How Do I Know whether I Am Making Spiritual Progress?

Question

How would I know that I am on the right track and progressing.

How would I know on what point I stand for achieving realization and what I need to achieve to reach my goal.

—Michel Metni, Lebanon

Answer

Dear Michel, Swami Kriyananda used to give this illustration, when he was asked your same question. He would answer, “Spiritual progress is like a nail hammered into a thick board. When you want to get a hammer and use it to pull the nail out of the board and you are unsure about how long the nail might be, you just have to apply steady energy and keep pulling. Eventually it will come out, but you can’t know how long it will take to happen. You just have to keep trying!”

There is great joy in to be found in our spiritual journeys, perhaps even more than actually reaching the goal. Everything keeps getting better and better for us, all the way along. So enjoy your journey, every step of the way! This has been my personal experience also! Yes, there can be some set-backs, but just resolve keep going, no matter what happens or doesn’t happen!

A few signs spiritual progress are when you have or are striving to have:

1) The willingness to seek out the Truth, no matter what. The courage to follow your heart instead of what friends, family, society, or even your own mind and cultural conditioning are telling you to do or not do.

2) Willingness to re-evaluate or change your “first principles” in life, if necessary, in order to know the truth. Simply put, this is a sincere willingness to learn, change, and grow.

3) An understanding that life is a school and that every event, good or bad, involves a lesson to be learned.

4) A real desire for freedom, in body, mind, and soul.

5) True compassion for others including both close, loved ones as well as everyone in the whole world.

6) As little as possible a focus on “I, me, and mine.” Being expansive and unselfish in your thinking.

7) A high level of self-acceptance or self-esteem, through understanding who and what you really are — a soul, a child of God, ever-perfect, ever-free.

8) A deep love for beautiful things, for light, fresh air, and nature.

9) A constantly creative spirit — focusing on the solutions rather than the problems.

10) An attitude of perseverance. No matter how many times life knocks you down, you get up and try again, as joyfully as possible.

11) A desire to be happy in the truest sense of the word, that is to have true, unchanging, unshakable joy—and then to be willing to include others in your happiness.

12) Evenmindedness and cheerfulness under all circumstances.

13) This important attitude: “I will never, never, never, never give up!” Yogananda says: “You have to live anyway, so why not live rightly, with ever-deepening attunement to God, Guru, and your own higher Self.”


● TASK GOAL: List all lines of the data containing the word "panel".

● SUPPLIED ENTRIES:
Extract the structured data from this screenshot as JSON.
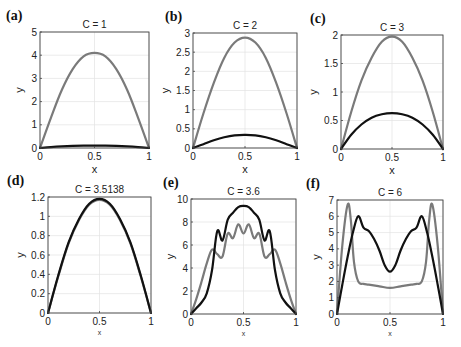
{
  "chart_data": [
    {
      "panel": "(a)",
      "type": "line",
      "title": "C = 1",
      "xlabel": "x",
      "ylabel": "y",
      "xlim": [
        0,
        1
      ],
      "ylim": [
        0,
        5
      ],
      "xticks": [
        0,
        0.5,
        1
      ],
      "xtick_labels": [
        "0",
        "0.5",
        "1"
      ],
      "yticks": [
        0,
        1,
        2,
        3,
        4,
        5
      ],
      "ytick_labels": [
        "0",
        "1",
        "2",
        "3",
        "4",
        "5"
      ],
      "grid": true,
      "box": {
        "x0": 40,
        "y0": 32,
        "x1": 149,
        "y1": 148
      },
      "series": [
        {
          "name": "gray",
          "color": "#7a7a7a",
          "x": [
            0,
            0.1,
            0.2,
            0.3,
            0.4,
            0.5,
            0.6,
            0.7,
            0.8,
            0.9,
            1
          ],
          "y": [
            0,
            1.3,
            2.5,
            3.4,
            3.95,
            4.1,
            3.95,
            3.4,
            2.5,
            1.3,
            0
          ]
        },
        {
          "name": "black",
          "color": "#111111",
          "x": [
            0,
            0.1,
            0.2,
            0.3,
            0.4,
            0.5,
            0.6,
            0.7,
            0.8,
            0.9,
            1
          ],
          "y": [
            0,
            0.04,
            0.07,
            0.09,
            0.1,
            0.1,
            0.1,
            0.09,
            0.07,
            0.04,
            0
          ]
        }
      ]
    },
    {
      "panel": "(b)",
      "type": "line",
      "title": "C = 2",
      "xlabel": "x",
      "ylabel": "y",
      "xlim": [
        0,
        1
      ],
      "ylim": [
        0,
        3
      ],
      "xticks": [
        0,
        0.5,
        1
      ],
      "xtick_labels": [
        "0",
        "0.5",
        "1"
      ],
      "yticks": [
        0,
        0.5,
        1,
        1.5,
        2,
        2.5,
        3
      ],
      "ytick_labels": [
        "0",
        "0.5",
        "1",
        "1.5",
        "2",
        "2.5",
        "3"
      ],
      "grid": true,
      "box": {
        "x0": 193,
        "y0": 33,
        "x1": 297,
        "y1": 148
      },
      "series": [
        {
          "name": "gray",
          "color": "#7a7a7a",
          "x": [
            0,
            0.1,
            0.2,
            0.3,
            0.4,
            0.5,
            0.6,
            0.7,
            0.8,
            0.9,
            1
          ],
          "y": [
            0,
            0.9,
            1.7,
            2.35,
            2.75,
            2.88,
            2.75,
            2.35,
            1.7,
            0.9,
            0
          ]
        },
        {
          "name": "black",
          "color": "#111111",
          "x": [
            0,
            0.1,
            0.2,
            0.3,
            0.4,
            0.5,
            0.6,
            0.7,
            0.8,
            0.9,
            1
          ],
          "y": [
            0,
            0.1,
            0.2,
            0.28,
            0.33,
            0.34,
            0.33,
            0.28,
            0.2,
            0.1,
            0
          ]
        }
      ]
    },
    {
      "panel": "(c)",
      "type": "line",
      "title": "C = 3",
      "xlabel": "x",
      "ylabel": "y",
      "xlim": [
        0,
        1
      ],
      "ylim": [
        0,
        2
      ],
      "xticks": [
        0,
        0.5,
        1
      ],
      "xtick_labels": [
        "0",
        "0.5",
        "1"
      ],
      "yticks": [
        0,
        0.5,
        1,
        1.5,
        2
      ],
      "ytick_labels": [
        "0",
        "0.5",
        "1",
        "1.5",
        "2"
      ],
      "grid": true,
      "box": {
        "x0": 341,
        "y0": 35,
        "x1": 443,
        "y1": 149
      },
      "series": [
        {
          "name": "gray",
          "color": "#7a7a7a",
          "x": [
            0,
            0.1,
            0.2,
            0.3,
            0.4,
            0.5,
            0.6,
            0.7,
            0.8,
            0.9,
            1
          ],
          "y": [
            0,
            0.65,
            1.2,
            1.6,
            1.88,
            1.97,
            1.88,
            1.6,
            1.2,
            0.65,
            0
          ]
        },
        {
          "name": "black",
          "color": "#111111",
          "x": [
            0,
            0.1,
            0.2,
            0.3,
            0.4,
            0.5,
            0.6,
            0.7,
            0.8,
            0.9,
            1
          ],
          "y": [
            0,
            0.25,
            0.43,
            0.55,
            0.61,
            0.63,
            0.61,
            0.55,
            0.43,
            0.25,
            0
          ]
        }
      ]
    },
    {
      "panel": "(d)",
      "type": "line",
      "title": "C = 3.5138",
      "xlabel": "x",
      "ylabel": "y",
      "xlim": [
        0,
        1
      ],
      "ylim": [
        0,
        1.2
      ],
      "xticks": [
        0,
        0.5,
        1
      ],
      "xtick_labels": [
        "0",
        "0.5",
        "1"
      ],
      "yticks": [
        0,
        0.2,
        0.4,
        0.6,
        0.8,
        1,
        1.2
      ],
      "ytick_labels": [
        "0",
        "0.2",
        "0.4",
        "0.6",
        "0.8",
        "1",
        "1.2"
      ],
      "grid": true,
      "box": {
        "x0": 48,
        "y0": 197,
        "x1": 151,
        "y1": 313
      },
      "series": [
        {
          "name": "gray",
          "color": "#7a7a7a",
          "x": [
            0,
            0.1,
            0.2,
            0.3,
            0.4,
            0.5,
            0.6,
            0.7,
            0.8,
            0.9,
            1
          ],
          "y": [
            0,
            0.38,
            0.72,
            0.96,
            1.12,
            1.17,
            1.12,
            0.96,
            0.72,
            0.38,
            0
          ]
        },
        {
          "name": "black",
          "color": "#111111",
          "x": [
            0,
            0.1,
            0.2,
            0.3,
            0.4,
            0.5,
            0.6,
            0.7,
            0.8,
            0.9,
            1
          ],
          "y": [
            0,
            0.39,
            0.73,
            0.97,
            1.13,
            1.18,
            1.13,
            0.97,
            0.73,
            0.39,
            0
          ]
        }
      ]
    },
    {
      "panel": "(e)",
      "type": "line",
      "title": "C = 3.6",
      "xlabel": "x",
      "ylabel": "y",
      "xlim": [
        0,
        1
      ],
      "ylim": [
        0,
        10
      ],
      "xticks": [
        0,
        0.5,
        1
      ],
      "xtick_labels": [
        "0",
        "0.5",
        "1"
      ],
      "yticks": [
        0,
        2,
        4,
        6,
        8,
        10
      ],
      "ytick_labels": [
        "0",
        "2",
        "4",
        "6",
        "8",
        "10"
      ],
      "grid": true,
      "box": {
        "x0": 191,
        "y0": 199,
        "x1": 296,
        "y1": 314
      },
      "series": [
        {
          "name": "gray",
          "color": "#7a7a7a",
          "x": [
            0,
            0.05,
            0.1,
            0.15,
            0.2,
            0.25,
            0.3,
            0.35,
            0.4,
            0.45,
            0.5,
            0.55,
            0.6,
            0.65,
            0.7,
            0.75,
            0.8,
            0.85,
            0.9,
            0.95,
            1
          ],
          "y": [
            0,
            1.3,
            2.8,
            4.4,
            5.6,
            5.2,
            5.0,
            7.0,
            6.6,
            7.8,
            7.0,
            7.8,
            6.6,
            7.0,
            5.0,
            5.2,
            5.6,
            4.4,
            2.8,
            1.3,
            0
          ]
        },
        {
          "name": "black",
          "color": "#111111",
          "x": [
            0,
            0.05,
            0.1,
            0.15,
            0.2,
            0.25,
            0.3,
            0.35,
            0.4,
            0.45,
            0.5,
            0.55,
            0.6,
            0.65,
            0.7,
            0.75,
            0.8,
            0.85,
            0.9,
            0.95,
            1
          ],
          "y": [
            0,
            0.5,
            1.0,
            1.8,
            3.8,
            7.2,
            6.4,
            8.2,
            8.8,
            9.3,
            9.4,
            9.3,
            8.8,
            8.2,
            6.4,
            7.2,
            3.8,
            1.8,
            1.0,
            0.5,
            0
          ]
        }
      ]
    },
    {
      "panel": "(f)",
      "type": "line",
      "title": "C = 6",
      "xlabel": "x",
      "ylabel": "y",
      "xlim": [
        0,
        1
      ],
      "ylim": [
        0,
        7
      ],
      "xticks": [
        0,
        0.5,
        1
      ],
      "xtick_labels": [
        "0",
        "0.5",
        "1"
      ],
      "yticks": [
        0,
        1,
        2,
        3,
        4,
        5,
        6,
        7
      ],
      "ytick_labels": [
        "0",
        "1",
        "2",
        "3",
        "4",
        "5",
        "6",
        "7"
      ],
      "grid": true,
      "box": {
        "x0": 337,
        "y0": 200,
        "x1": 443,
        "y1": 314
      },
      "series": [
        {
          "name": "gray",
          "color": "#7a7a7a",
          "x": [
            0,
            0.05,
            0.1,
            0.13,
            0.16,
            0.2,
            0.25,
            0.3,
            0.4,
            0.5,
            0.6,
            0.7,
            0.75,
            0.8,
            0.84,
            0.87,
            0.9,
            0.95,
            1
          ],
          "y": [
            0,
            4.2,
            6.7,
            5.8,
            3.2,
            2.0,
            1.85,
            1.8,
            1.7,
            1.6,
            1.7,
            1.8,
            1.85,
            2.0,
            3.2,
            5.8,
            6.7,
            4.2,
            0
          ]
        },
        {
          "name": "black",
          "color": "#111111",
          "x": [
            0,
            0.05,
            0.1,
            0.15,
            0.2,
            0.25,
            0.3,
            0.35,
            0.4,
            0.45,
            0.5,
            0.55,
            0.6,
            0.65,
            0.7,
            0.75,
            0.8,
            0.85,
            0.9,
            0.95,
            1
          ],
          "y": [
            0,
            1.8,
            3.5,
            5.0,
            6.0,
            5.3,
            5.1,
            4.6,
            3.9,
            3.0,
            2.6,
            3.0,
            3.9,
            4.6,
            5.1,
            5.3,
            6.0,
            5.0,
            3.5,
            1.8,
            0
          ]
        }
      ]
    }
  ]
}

● RESPONSE FOR THIS EXERCISE:
      "panel": "(a)",
      "panel": "(b)",
      "panel": "(c)",
      "panel": "(d)",
      "panel": "(e)",
      "panel": "(f)",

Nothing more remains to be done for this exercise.